The firms that see the biggest lift are the ones who start before they're drowning, not during. Booking a conversation in October for the following busy season is the normal cadence.
Frequently Asked Questions
It doesn't. AI assists with the 35–50% of audit hours that are data gathering, reconciliation, and formatting — not analytical procedures, materiality judgments, or fraud risk assessment. Those stay with the licensed audit team. We deliberately scope AI to the work where the right answer is verifiable from source documents, not the work where professional judgment is required.
Trust takes one cycle to build, two cycles to solidify. Most partners we've worked with start by spot-checking AI flags — comparing what AI surfaced to what they would have flagged manually — for the first engagement or two. After that, the pattern is consistent: AI catches the things partners always catch (missing tickmarks, unsupported variance), plus a few they wouldn't have. The result is partners spending review time on substance, not formatting.

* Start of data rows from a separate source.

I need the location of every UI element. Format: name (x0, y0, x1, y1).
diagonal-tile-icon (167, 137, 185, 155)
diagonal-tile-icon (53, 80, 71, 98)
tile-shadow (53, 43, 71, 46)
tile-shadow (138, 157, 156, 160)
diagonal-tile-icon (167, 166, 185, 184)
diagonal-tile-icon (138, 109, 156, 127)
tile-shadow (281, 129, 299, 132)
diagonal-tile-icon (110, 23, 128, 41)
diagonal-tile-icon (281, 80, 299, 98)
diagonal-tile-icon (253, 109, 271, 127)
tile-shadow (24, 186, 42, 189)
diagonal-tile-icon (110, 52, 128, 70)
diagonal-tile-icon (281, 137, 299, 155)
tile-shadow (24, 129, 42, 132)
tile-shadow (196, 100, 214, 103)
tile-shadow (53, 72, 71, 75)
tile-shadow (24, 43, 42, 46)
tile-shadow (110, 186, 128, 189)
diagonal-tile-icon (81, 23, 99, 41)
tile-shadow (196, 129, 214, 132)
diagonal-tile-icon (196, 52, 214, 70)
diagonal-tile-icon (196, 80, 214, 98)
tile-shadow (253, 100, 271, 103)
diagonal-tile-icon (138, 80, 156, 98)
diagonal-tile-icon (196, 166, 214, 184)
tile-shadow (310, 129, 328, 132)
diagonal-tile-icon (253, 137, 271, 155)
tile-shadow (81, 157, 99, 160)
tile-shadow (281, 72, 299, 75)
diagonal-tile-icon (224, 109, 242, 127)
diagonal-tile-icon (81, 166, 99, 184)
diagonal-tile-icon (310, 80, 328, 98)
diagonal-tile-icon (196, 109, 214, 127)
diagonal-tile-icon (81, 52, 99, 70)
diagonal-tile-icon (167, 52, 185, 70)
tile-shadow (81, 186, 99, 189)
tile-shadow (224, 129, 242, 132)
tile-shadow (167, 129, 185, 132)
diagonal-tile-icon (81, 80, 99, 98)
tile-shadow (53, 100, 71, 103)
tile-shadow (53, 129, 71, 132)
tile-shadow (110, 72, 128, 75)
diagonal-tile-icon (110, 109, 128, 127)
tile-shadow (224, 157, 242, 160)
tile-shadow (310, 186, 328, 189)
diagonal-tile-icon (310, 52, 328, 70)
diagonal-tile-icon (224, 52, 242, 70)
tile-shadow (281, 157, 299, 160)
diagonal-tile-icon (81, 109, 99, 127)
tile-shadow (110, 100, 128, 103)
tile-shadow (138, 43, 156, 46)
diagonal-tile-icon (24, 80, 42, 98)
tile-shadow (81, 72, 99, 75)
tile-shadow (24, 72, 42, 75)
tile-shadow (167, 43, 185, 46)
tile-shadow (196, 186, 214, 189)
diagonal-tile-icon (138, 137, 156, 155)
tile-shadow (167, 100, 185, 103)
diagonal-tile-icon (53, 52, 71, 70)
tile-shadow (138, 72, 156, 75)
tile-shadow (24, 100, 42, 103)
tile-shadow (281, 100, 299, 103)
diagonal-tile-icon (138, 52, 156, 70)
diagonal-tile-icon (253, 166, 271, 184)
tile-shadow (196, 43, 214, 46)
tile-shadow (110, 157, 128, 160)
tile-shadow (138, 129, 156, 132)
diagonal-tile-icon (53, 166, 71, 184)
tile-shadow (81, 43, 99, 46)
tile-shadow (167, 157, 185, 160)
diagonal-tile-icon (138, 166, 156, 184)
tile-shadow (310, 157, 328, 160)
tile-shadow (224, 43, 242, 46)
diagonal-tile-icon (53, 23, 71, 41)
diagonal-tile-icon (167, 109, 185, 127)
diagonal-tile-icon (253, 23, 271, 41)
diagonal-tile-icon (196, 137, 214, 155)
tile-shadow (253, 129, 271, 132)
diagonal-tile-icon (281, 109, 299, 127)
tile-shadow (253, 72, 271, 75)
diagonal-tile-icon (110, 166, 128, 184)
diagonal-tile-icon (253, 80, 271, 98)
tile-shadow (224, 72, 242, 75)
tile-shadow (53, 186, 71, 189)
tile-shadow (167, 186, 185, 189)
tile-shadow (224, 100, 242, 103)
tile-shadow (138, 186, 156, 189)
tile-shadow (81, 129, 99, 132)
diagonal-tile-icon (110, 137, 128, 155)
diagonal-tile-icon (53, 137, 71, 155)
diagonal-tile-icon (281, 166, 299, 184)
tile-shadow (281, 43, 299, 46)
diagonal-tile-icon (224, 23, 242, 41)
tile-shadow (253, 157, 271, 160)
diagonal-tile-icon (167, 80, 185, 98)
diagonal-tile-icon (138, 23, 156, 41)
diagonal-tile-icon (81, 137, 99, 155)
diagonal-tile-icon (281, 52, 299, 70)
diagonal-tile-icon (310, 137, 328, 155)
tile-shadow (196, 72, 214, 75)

AI-assisted workpapers are still subject to the same auditing standards and peer review process. The key is documentation: every AI-generated tickmark, rollforward, or analytic should have a clear audit trail showing what the AI did and what the human reviewed. We design the workflow so that audit trail is automatic. Peer reviewers we've talked to actually prefer it — it's easier to inspect than handwritten tickmarks.
Yes for all three. The integration approach varies — Caseware has the deepest API access, ProSystem fx Engagement uses a combination of API and structured exports, and ProWorkPapers we typically integrate via document automation. The capability is the same; the engineering effort during setup differs by platform. We map your specific environment in week one of any engagement.
For audit-focused firms, the sweet spot is Q4 — October through December — for an engagement landing 60–90 days before your busy season. That gives you time to pilot on one engagement before the wave hits. Starting duringbusy season is technically possible but rarely advisable; the team doesn't have bandwidth to learn new tools while already underwater. Plan ahead, not in crisis.
- AICPA & CIMA, “2025 National Management of an Accounting Practice (MAP) Survey.” Voluntary turnover at U.S. CPA firms: 30% of firms reporting team members leaving to another firm; 28% reporting members leaving the profession entirely — both up significantly from 2021. aicpa-cima.com/professional-insights/article/national-map-survey
- Journal of Accountancy, “The accounting graduate pipeline: Where do things stand?” October 2025. U.S. accounting degrees awarded 2023–24: 55,152 (down 6.6% YoY); master's programs down ~15%. journalofaccountancy.com/news/2025/oct/the-accounting-graduate-pipeline
- KY3, “Springfield-based accounting firm BKD announces merger with national firm DHG.” February 20, 2022. ky3.com/2022/02/20/springfield-bkd-dhg-merger
- KY3, “Missouri State University’s accounting school receives significant donation.” February 9, 2026. ky3.com/2026/02/09/missouri-state-accounting-school-donation
Planning Next Busy Season?
Book a free 30-minute call. We'll map your current audit workflow and show you where AI delivers hours back — without touching the judgmental work.